At Kinvolk, the team focuses on maintaining and implementing open-source technologies at the core of modern Linux systems. And when they do not like what they see, they are not shy about fixing it.
“That is the main characteristic of our team,” Kinvolk Co-Founder and CEO Chris Kühl says. “We do not see anything as a black box. If we see a problem and if it is open-source, we dig in.”
Fundamental to the Berlin-based company’s mission is maintaining enterprise-grade, open-source software with a focus on Kubernetes. “At our core, we are open source geeks,” says Kühl, who started Kinvolk in 2015 as a consulting company. Since that time, Kinvolk has expanded to offer open source products such as Flatcar Container Linux and the Kubernetes distribution Lokomotive and Kühl has opened subsidiaries in the US and India.
“We are looking to remove any gap that may exist between a viable open-source project and an enterprise-supported product,” adds Kühl. “If we see that there is an open-source project that fits our needs but is not maintained enough, we jump in.”
Kinvolk’s reputation is built on expertise in the lower-level parts of the stack: infrastructure, networking, operating systems. It was this capability that caught Packet’s attention in 2018.
“While working with a joint customer, we started sending patches for issues we noticed,” Kühl says. “Packet took note because instead of just complaining, we were actually fixing really hard things, which is what we are best at.”
When Ampere Computing wanted to conduct performance benchmarking on Arm vs. AMD and AMD64 machines, Packet recommended Kinvolk for the job. Kinvolk was up for the challenge—even though their core projects didn’t officially support Arm at the time.
“We first had to port our Flatcar Container Linux operating system to work on Arm-based systems, which required generalizing our build system to accommodate another architecture,” Kühl says. Today, Kinvolk maintains Arm support for Flatcar’s alpha channel and will bring support to its other channels late this year.
The work is an investment, but one that Kühl sees as timely. With the introduction of Ampere Altra (based on Arm’s Neoverse N1 platform) Marvell’s latest ThunderX system, and the Graviton2 (from Amazon Web Services), the cloud-native and open source ecosystems are positioned to lead as Arm adoption hits the mainstream.
“Arm servers have been talked about for at least five years, but with these new platforms, it’s becoming a reality,” says Kühl. “People are taking notice, and that’s why we absolutely want to have first-class support for Arm for our operating system.”
Through its partnership with Ampere and Works on Arm, the Kinvolk team put together a comprehensive comparative benchmark of Arm vs. AMD machines that resulted in the development of hybrid cluster functionality in Lokomotive.
“We did an analysis of what workloads are better on which architecture so you can make an informed decision about which architecture to run on,” Kühl says. “If some workloads run more effectively on Arm because of the many cores and fast memory bandwidth, butother workloads run better on AMD64, you can choose which architectures to run on.”
Like most things in business, total cost of ownership (TCO) is a big driver. Since current Arm platforms are generally quite affordable, especially for certain use cases, detailed and trusted analysis is important. “In the end, we’re trying to save our clients as much money as possible as they invest further in cloud-native and digital technologies.”
As a result of the benchmarking project, Kinvolk received requests for Arm support from clients with workloads that involve a high level of requests that require many cores to work in parallel.
“If we can make it easy for people to have this advantage, there is absolutely no reason not to engage,” says Kühl. “With collaborative support from Packet, Arm, and Ampere we have seamless access to powerful infrastructure, which enables us to provide a first-class experience for Arm-based systems.”
While the benchmarking project focused on Arm, it is a shared savvy customer target that has kept the companies in lock-step over the past few years. This has only strengthened as companies look to push the boundaries of performance, and turn to Kinvolk or Packet to help. Enter, Kubernetes.
Lokomotive, Kinvolk’s certified Kubernetes distribution, is a first-class experience on Packet. “This is critical because our clients often leverage a multi-cloud strategy, with some workloads running on AWS and others running on Packet,” says Kühl. “Lokomotive, when paired with Flatcar Container Linux, provides a seamless experience across clouds and architectures, which is the promise of cloud-native in many ways.”
Building upon their shared interest in cloud-native and Arm, Kinvolk and Packet have collaborated on other projects as well. “Kinvolk, with support from Packet and others, is helping to maintain MetalLB, which is a load-balancer for bare metal Kubernetes clusters,” says Kühl. “This project is important for running Kubernetes at scale on bare-metal, and so it makes sense for both of our companies to support it.”
Similar to Packet, elevating the open-source community is a key tenet of Kinvolk’s mission. “Everything we do is open-source,” Kühl says, “and we want to keep to the spirit of making sure that other viable open-source projects stay that way.”
In the case of Kinvolk, being super technical is directly aligned with being excellent community stewards. Says Kühl: “We are building a company that can be a meaningful part of the cloud-native success story at all levels, from the code to the community to the customers.”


→ Instructions for the task
Exclude all pictures from your copy of the data below, which should otherwise match exactly.

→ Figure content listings
···
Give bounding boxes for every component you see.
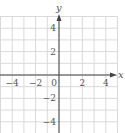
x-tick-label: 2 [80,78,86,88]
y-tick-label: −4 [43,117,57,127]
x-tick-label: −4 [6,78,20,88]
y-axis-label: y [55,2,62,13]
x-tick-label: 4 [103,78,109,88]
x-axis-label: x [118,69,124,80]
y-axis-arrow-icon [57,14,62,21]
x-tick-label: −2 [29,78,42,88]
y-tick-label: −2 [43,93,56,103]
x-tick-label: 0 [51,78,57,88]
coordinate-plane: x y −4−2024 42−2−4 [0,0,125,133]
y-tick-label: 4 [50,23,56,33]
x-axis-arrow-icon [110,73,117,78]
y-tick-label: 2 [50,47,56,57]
···
→ Reply
Give bounding boxes for every component you see.
x-tick-label: 2 [80,78,86,88]
y-tick-label: −4 [43,117,57,127]
x-tick-label: −4 [6,78,20,88]
y-axis-label: y [55,2,62,13]
x-tick-label: 4 [103,78,109,88]
x-axis-label: x [118,69,124,80]
y-axis-arrow-icon [57,14,62,21]
x-tick-label: −2 [29,78,42,88]
y-tick-label: −2 [43,93,56,103]
x-tick-label: 0 [51,78,57,88]
coordinate-plane: x y −4−2024 42−2−4 [0,0,125,133]
y-tick-label: 4 [50,23,56,33]
x-axis-arrow-icon [110,73,117,78]
y-tick-label: 2 [50,47,56,57]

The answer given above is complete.